HELPING PEOPLE CHANGE - AN ETHICAL APPROACH

Authors
Citation
P. Duncan et A. Cribb, HELPING PEOPLE CHANGE - AN ETHICAL APPROACH, Health education research, 11(3), 1996, pp. 339-348
Citations number
36
Categorie Soggetti
Public, Environmental & Occupation Heath","Education & Educational Research
Journal title
ISSN journal
02681153
Volume
11
Issue
3
Year of publication
1996
Pages
339 - 348
Database
ISI
SICI code
0268-1153(1996)11:3<339:HPC-AE>2.0.ZU;2-U
Abstract
This paper is a normative analysis of an empowerment approach in healt h promotion. In particular it utilizes two increasingly influential id ioms of normative analysis (analytic health care ethics and Foucauldia n analysis) to evaluate the ethics of 'helping people change'. The HEA pack entitled 'Helping People Change' (HPC) is used as an exemplary c ase study and as a starting point for analysis; but the implications a re intended to be more wide ranging and the purpose of the analysis is two-fold.

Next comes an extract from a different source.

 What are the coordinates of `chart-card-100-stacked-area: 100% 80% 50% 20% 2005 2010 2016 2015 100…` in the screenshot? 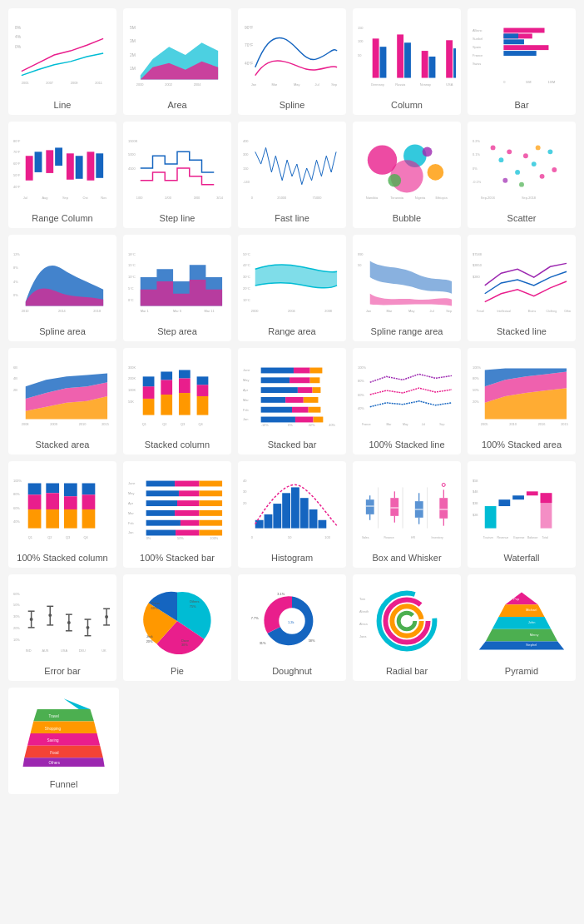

First, ethical discussion is presented as an important dime nsion of the substantive evaluation of HPC-type interventions (i.e. in terventions which emphasize support for voluntary change). Second, it is presented as a means of comparing and contrasting the role of the t wo normative idioms in such ethical evaluation. The aims and the under lying rationale of the HPC pack are set out. Analytic health care ethi cs is represented by the well-known 'four principles' approach and the longest section of the paper applies each of these principles in turn (beneficence, non-maleficence, autonomy and justice) to the HPC pack. It is argued that for each principle there are ethical difficulties a ttaching to HPC-type interventions. This is (albeit superficially) par adoxical given that such interventions are arguably exemplary and are self-consciously 'ethical'. It is here that a Foucauldian perspective presents a sharp contrast. According to such a perspective, it is argu ed, the idea of helping people change is 'obviously' questionable. Thi s is because Foucauldian analysis centres around the intimate links be tween empowerment, control and 'the creation of subjects'. Finally, so me of the other contrasts between, and the potential complementarity o f, the two normative perspectives are briefly reviewed.